Is reconciliation possible? The relationship between parents and children is one of trust and vulnerability—and of power that can be well used or misused. When the father and daughter speak face to face for the first time after the daughter’s charges have been made public, the colors in the family apartment—including shades of brown but also yellow and light green—seem very warm, a change from some of the chill that has gone before, a warmth that is vivid. Will father and daughter understand each other; and forgive each other?
Weeks after the trial, the last scene shows the father asking children to bring to him the help of an adult, a further recognition of the gulf of experience, knowledge, and responsibility that exists between adults and children.
Jacob Thuesen’s Accused is a film of subtle and sustained accomplishment.
About the reviewer: Daniel Garrett, a longtime New York resident, has published work in American Book Review, Art & Antiques, The Audubon Activist, IdentityTheory.com, PopMatters.com, The Review of Contemporary Fiction, 24FramesPerSecond.com, WaxPoetics.com, and World Literature Today, as well as Offscreen.

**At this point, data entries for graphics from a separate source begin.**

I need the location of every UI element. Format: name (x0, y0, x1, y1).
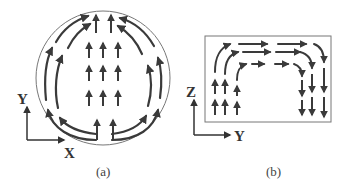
flow-diagram: Y X (a) (0, 0, 349, 186)
arrow-left-inner-mid (56, 56, 62, 108)
panel-caption-a: (a) (96, 164, 110, 179)
arrow-left-outer-lower (48, 110, 96, 140)
arrow-corner-inner-left (237, 64, 246, 80)
arrow-left-inner-upper (68, 24, 90, 48)
arrow-right-inner-lower (112, 116, 146, 134)
axis-label-x: X (64, 145, 75, 161)
axis-label-z: Z (186, 84, 196, 100)
panel-b: Z Y (b) (186, 36, 331, 179)
axis-label-y: Y (17, 91, 28, 107)
panel-caption-b: (b) (266, 164, 281, 179)
arrow-right-inner-mid (148, 66, 151, 106)
arrow-left-outer-mid (45, 48, 52, 100)
axis-label-y: Y (234, 128, 245, 144)
streamlines-b (215, 44, 324, 80)
arrow-corner-mid-left (225, 52, 238, 74)
core-arrows-a (89, 15, 118, 140)
vertical-arrows-b (215, 68, 324, 117)
arrow-right-outer-lower (112, 110, 158, 140)
panel-a: Y X (a) (17, 11, 170, 179)
arrow-corner-inner-right (294, 64, 302, 76)
arrow-right-outer-mid (158, 58, 161, 98)
arrow-right-inner-upper (118, 26, 142, 54)
arrow-corner-outer-right (314, 44, 324, 62)
arrow-corner-mid-right (300, 52, 312, 68)
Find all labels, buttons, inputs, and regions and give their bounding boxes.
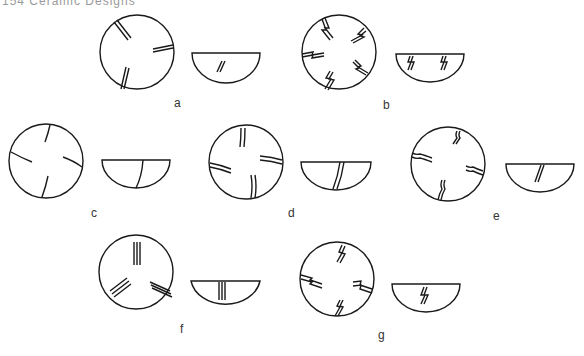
label-e: e — [493, 209, 500, 223]
bowl-side-view-b — [396, 54, 464, 82]
figure-c — [9, 124, 170, 198]
label-f: f — [180, 322, 183, 336]
figure-a — [100, 15, 260, 89]
label-c: c — [91, 206, 97, 220]
figure-e — [411, 127, 574, 201]
bowl-side-view-c — [102, 160, 170, 188]
bowl-side-view-a — [192, 53, 260, 83]
bowl-top-view-f — [99, 235, 173, 309]
bowl-side-view-d — [301, 162, 371, 190]
label-b: b — [383, 98, 390, 112]
label-g: g — [378, 328, 385, 342]
label-d: d — [288, 206, 295, 220]
figure-g — [300, 242, 460, 316]
figure-plate — [0, 0, 584, 356]
figure-b — [302, 15, 464, 90]
bowl-top-view-e — [411, 127, 485, 201]
figure-d — [209, 125, 371, 199]
figure-f — [99, 235, 260, 309]
label-a: a — [174, 96, 181, 110]
bowl-top-view-a — [100, 15, 174, 89]
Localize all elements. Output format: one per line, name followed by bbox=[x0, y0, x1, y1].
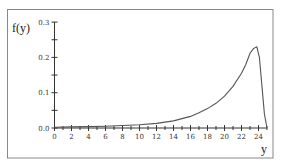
x-tick-label: 8 bbox=[120, 133, 124, 141]
x-tick-label: 22 bbox=[237, 133, 246, 141]
y-tick-label: 0.0 bbox=[38, 125, 49, 133]
y-axis-title: f(y) bbox=[12, 21, 30, 35]
x-tick-label: 10 bbox=[135, 133, 144, 141]
x-tick-label: 6 bbox=[103, 133, 108, 141]
y-tick-label: 0.2 bbox=[38, 54, 49, 62]
x-tick-label: 24 bbox=[254, 133, 263, 141]
x-axis-title: y bbox=[261, 142, 267, 156]
y-tick-label: 0.1 bbox=[38, 89, 49, 97]
x-tick-label: 16 bbox=[186, 133, 195, 141]
density-chart: 0.00.10.20.3024681012141618202224 f(y) y bbox=[0, 0, 282, 165]
x-tick-label: 2 bbox=[69, 133, 73, 141]
x-tick-label: 4 bbox=[86, 133, 91, 141]
x-tick-label: 20 bbox=[220, 133, 229, 141]
x-tick-label: 0 bbox=[52, 133, 56, 141]
x-tick-label: 12 bbox=[152, 133, 161, 141]
x-tick-label: 14 bbox=[169, 133, 178, 141]
y-tick-label: 0.3 bbox=[38, 19, 49, 27]
x-tick-label: 18 bbox=[203, 133, 212, 141]
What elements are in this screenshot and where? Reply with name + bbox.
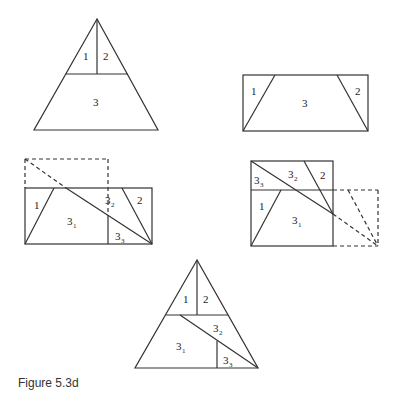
label-1: 1 [183, 293, 189, 305]
label-2: 2 [355, 85, 361, 97]
triangle-top [34, 19, 158, 130]
label-1: 1 [259, 200, 265, 212]
label-3: 3 [302, 97, 308, 109]
label-3-2-sub: 2 [111, 201, 115, 209]
triangle-bottom [135, 260, 258, 368]
label-1: 1 [34, 199, 40, 211]
rect-mid-left [25, 159, 152, 244]
square-mid-right [251, 161, 378, 246]
label-3-3-sub: 3 [229, 361, 233, 369]
label-3-2-sub: 2 [294, 175, 298, 183]
label-1: 1 [83, 50, 89, 62]
label-3-3-sub: 3 [260, 181, 264, 189]
figure-caption: Figure 5.3d [18, 376, 79, 390]
label-3-3-sub: 3 [121, 237, 125, 245]
label-3-1-sub: 1 [182, 347, 186, 355]
label-2: 2 [203, 293, 209, 305]
label-3-1-sub: 1 [73, 222, 77, 230]
dissection-diagram: 1 2 3 1 3 2 1 3 1 3 2 2 3 3 3 3 3 2 2 1 … [0, 0, 398, 409]
label-3-1-sub: 1 [298, 221, 302, 229]
label-3-2-sub: 2 [219, 329, 223, 337]
label-2: 2 [137, 194, 143, 206]
label-3: 3 [93, 96, 99, 108]
labels: 1 2 3 1 3 2 1 3 1 3 2 2 3 3 3 3 3 2 2 1 … [34, 50, 361, 369]
label-1: 1 [251, 85, 257, 97]
label-2: 2 [320, 169, 326, 181]
label-2: 2 [103, 50, 109, 62]
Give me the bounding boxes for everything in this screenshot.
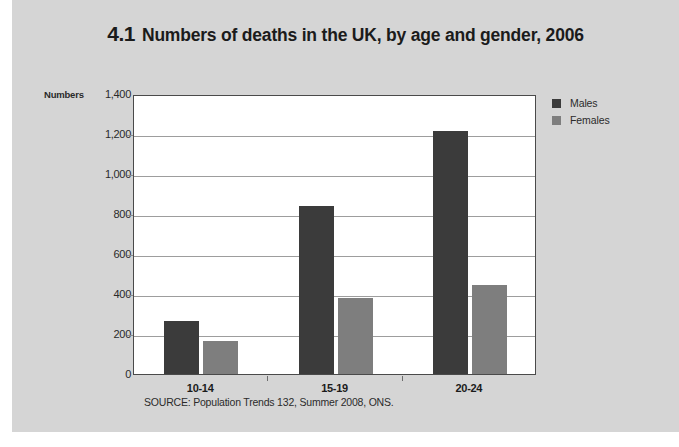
x-axis-tick-label: 15-19 bbox=[295, 382, 375, 394]
y-axis-tick-label: 800 bbox=[75, 208, 131, 220]
source-note: SOURCE: Population Trends 132, Summer 20… bbox=[144, 396, 394, 408]
bar-females-15-19 bbox=[338, 298, 373, 374]
bar-males-20-24 bbox=[433, 131, 468, 374]
y-axis-tick-label: 1,400 bbox=[75, 88, 131, 100]
bar-males-15-19 bbox=[299, 206, 334, 374]
y-axis-tick-labels: 02004006008001,0001,2001,400 bbox=[69, 95, 131, 375]
legend-swatch-icon bbox=[552, 116, 561, 125]
y-axis-tick-label: 600 bbox=[75, 248, 131, 260]
gridline bbox=[134, 136, 535, 137]
y-axis-tick-label: 0 bbox=[75, 368, 131, 380]
bar-females-20-24 bbox=[472, 285, 507, 374]
gridline bbox=[134, 216, 535, 217]
bar-males-10-14 bbox=[164, 321, 199, 374]
bar-chart: Numbers 02004006008001,0001,2001,400 10-… bbox=[12, 0, 679, 432]
gridline bbox=[134, 176, 535, 177]
legend-swatch-icon bbox=[552, 99, 561, 108]
x-axis-tick-label: 20-24 bbox=[429, 382, 509, 394]
legend-item-females: Females bbox=[552, 114, 610, 126]
y-axis-tick-label: 1,000 bbox=[75, 168, 131, 180]
y-axis-tick-label: 400 bbox=[75, 288, 131, 300]
gridline bbox=[134, 256, 535, 257]
legend-item-males: Males bbox=[552, 97, 610, 109]
y-axis-tick-label: 1,200 bbox=[75, 128, 131, 140]
legend-label: Males bbox=[570, 97, 598, 109]
chart-legend: MalesFemales bbox=[552, 97, 610, 131]
x-axis-tick-mark bbox=[402, 376, 403, 381]
plot-area bbox=[133, 95, 536, 375]
bar-females-10-14 bbox=[203, 341, 238, 374]
legend-label: Females bbox=[570, 114, 610, 126]
x-axis-tick-label: 10-14 bbox=[160, 382, 240, 394]
x-axis-tick-mark bbox=[267, 376, 268, 381]
y-axis-tick-label: 200 bbox=[75, 328, 131, 340]
figure-page: 4.1Numbers of deaths in the UK, by age a… bbox=[12, 0, 679, 432]
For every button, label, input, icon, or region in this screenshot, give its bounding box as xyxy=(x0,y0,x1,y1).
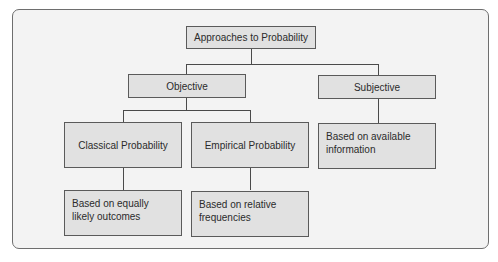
connector-objective-down xyxy=(186,97,187,110)
connector-to-objective xyxy=(186,64,187,74)
empirical-description-node: Based on relative frequencies xyxy=(191,191,309,237)
root-node: Approaches to Probability xyxy=(186,26,316,49)
subjective-description-label: Based on available information xyxy=(326,131,411,155)
connector-empirical-down xyxy=(250,167,251,190)
empirical-node-label: Empirical Probability xyxy=(205,139,296,152)
classical-description-label: Based on equally likely outcomes xyxy=(72,198,149,222)
connector-to-subjective xyxy=(378,64,379,75)
subjective-node-label: Subjective xyxy=(354,81,400,94)
connector-to-empirical xyxy=(250,110,251,122)
subjective-node: Subjective xyxy=(318,75,436,99)
subjective-description-node: Based on available information xyxy=(318,123,436,169)
objective-node-label: Objective xyxy=(166,80,208,93)
objective-node: Objective xyxy=(128,74,246,98)
connector-root-down xyxy=(251,48,252,64)
connector-classical-down xyxy=(123,167,124,190)
empirical-node: Empirical Probability xyxy=(191,122,309,168)
empirical-description-label: Based on relative frequencies xyxy=(199,199,276,223)
connector-to-classical xyxy=(123,110,124,122)
classical-description-node: Based on equally likely outcomes xyxy=(64,190,182,236)
connector-level2-bar xyxy=(123,110,251,111)
root-node-label: Approaches to Probability xyxy=(194,31,308,44)
classical-node-label: Classical Probability xyxy=(78,139,167,152)
connector-level1-bar xyxy=(186,64,379,65)
classical-node: Classical Probability xyxy=(64,122,182,168)
connector-subjective-down xyxy=(378,98,379,123)
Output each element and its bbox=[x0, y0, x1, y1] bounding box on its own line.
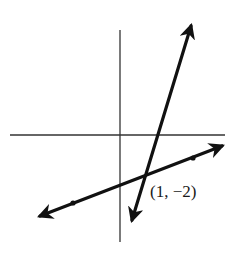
shallow-line-dot-right bbox=[190, 155, 195, 160]
shallow-line-dot-left bbox=[70, 200, 75, 205]
coordinate-plane-figure: (1, −2) bbox=[0, 0, 229, 259]
intersection-point-label: (1, −2) bbox=[150, 182, 196, 201]
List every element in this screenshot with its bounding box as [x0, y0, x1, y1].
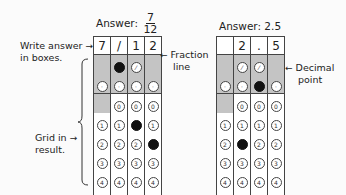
digit-cell: 2 — [234, 132, 251, 151]
digit-cell: 1 — [94, 113, 111, 132]
annotation-line: line — [160, 61, 190, 72]
left-answer-title: Answer: 7 12 — [96, 12, 157, 35]
decimal-cell: · — [128, 74, 145, 94]
digit-bubble-3[interactable]: 3 — [220, 158, 231, 169]
digit-cell: 3 — [234, 151, 251, 170]
decimal-point-bubble[interactable]: · — [131, 81, 142, 92]
digit-cell: 1 — [234, 113, 251, 132]
digit-bubble-3[interactable]: 3 — [114, 158, 125, 169]
answer-box[interactable] — [217, 37, 234, 55]
digit-cell: 2 — [268, 132, 285, 151]
digit-cell: 3 — [217, 151, 234, 170]
digit-bubble-1[interactable]: 1 — [237, 120, 248, 131]
digit-bubble-1[interactable]: 1 — [220, 120, 231, 131]
decimal-point-bubble[interactable]: · — [114, 81, 125, 92]
digit-cell: 4 — [217, 170, 234, 189]
digit-cell: 4 — [128, 170, 145, 189]
digit-bubble-2[interactable]: 2 — [220, 139, 231, 150]
digit-bubble-0[interactable]: 0 — [254, 101, 265, 112]
decimal-point-bubble[interactable]: · — [220, 81, 231, 92]
annotation-line: point — [285, 74, 322, 85]
digit-cell: 3 — [251, 151, 268, 170]
digit-bubble-1[interactable]: 1 — [114, 120, 125, 131]
digit-bubble-4[interactable]: 4 — [114, 177, 125, 188]
slash-cell — [268, 55, 285, 75]
digit-cell: 5 — [94, 189, 111, 195]
digit-bubble-1[interactable]: 1 — [254, 120, 265, 131]
digit-bubble-1[interactable]: 1 — [97, 120, 108, 131]
digit-cell: 3 — [111, 151, 128, 170]
digit-bubble-2[interactable]: 2 — [271, 139, 282, 150]
digit-bubble-4[interactable]: 4 — [220, 177, 231, 188]
digit-bubble-4[interactable]: 4 — [271, 177, 282, 188]
decimal-cell: · — [268, 74, 285, 94]
slash-cell: ⁄ — [128, 55, 145, 75]
digit-bubble-4[interactable]: 4 — [148, 177, 159, 188]
answer-box[interactable]: / — [111, 37, 128, 55]
fraction-slash-bubble[interactable]: ⁄ — [131, 62, 142, 73]
digit-bubble-3[interactable]: 3 — [148, 158, 159, 169]
digit-bubble-3[interactable]: 3 — [237, 158, 248, 169]
fraction-slash-bubble[interactable]: ⁄ — [254, 62, 265, 73]
digit-cell: 4 — [234, 170, 251, 189]
digit-cell — [217, 94, 234, 114]
digit-cell: 2 — [128, 132, 145, 151]
slash-cell — [217, 55, 234, 75]
answer-box[interactable]: 5 — [268, 37, 285, 55]
decimal-point-bubble[interactable]: · — [271, 81, 282, 92]
digit-bubble-4[interactable]: 4 — [237, 177, 248, 188]
digit-bubble-1[interactable]: 1 — [131, 120, 142, 131]
digit-bubble-3[interactable]: 3 — [131, 158, 142, 169]
digit-bubble-1[interactable]: 1 — [148, 120, 159, 131]
digit-bubble-4[interactable]: 4 — [97, 177, 108, 188]
grid-in-annotation: Grid in → result. — [35, 132, 77, 155]
digit-bubble-3[interactable]: 3 — [97, 158, 108, 169]
digit-bubble-2[interactable]: 2 — [97, 139, 108, 150]
digit-cell: 5 — [251, 189, 268, 195]
annotation-line: result. — [35, 144, 65, 155]
digit-bubble-3[interactable]: 3 — [271, 158, 282, 169]
digit-bubble-2[interactable]: 2 — [114, 139, 125, 150]
slash-cell: ⁄ — [251, 55, 268, 75]
digit-cell: 4 — [145, 170, 162, 189]
digit-cell: 4 — [268, 170, 285, 189]
digit-bubble-4[interactable]: 4 — [131, 177, 142, 188]
digit-cell: 3 — [94, 151, 111, 170]
digit-bubble-0[interactable]: 0 — [131, 101, 142, 112]
digit-bubble-2[interactable]: 2 — [254, 139, 265, 150]
digit-bubble-2[interactable]: 2 — [237, 139, 248, 150]
decimal-point-bubble[interactable]: · — [237, 81, 248, 92]
decimal-point-annotation: ← Decimal point — [285, 62, 334, 85]
answer-box[interactable]: . — [251, 37, 268, 55]
digit-bubble-4[interactable]: 4 — [254, 177, 265, 188]
answer-box[interactable]: 1 — [128, 37, 145, 55]
digit-bubble-2[interactable]: 2 — [148, 139, 159, 150]
digit-bubble-0[interactable]: 0 — [237, 101, 248, 112]
annotation-line: Fraction — [171, 49, 209, 60]
decimal-cell: · — [217, 74, 234, 94]
decimal-point-bubble[interactable]: · — [148, 81, 159, 92]
digit-cell: 0 — [111, 94, 128, 114]
digit-bubble-1[interactable]: 1 — [271, 120, 282, 131]
decimal-cell: · — [234, 74, 251, 94]
annotation-line: Decimal — [296, 62, 335, 73]
answer-label: Answer: — [96, 17, 138, 29]
digit-cell: 4 — [251, 170, 268, 189]
decimal-point-bubble[interactable]: · — [97, 81, 108, 92]
digit-bubble-0[interactable]: 0 — [271, 101, 282, 112]
decimal-point-bubble[interactable]: · — [254, 81, 265, 92]
answer-box[interactable]: 2 — [145, 37, 162, 55]
digit-cell: 1 — [128, 113, 145, 132]
annotation-line: in boxes. — [20, 52, 62, 63]
answer-box[interactable]: 2 — [234, 37, 251, 55]
fraction-slash-bubble[interactable]: ⁄ — [237, 62, 248, 73]
digit-bubble-3[interactable]: 3 — [254, 158, 265, 169]
right-answer-title: Answer: 2.5 — [219, 20, 281, 32]
digit-bubble-0[interactable]: 0 — [114, 101, 125, 112]
digit-bubble-2[interactable]: 2 — [131, 139, 142, 150]
digit-bubble-0[interactable]: 0 — [148, 101, 159, 112]
fraction-slash-bubble[interactable]: ⁄ — [114, 62, 125, 73]
slash-cell: ⁄ — [111, 55, 128, 75]
answer-box[interactable]: 7 — [94, 37, 111, 55]
digit-cell — [94, 94, 111, 114]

The Compulsive Reader has published his reviews of books on or by Louis Auchincloss, James Baldwin, Henry Van Dyke, and Nietzsche, and his reviews of the films Schultze Gets the Blues, In Good Company, Casanova, Tristram Shandy, and On the Waterfront. Garrett has written about the films of Spike Lee, Alfonso Cuaron, Abbas Kiarostami, Eric Rohmer, Oliver Assayas, Luchino Visconti, Jane Campion, Denys Arcand, Bernardo Bertolucci, Lars von Trier, Alexander Sokurov, Guy Maddin, Ousmane Sembene, and Jean-Luc Godard, among others.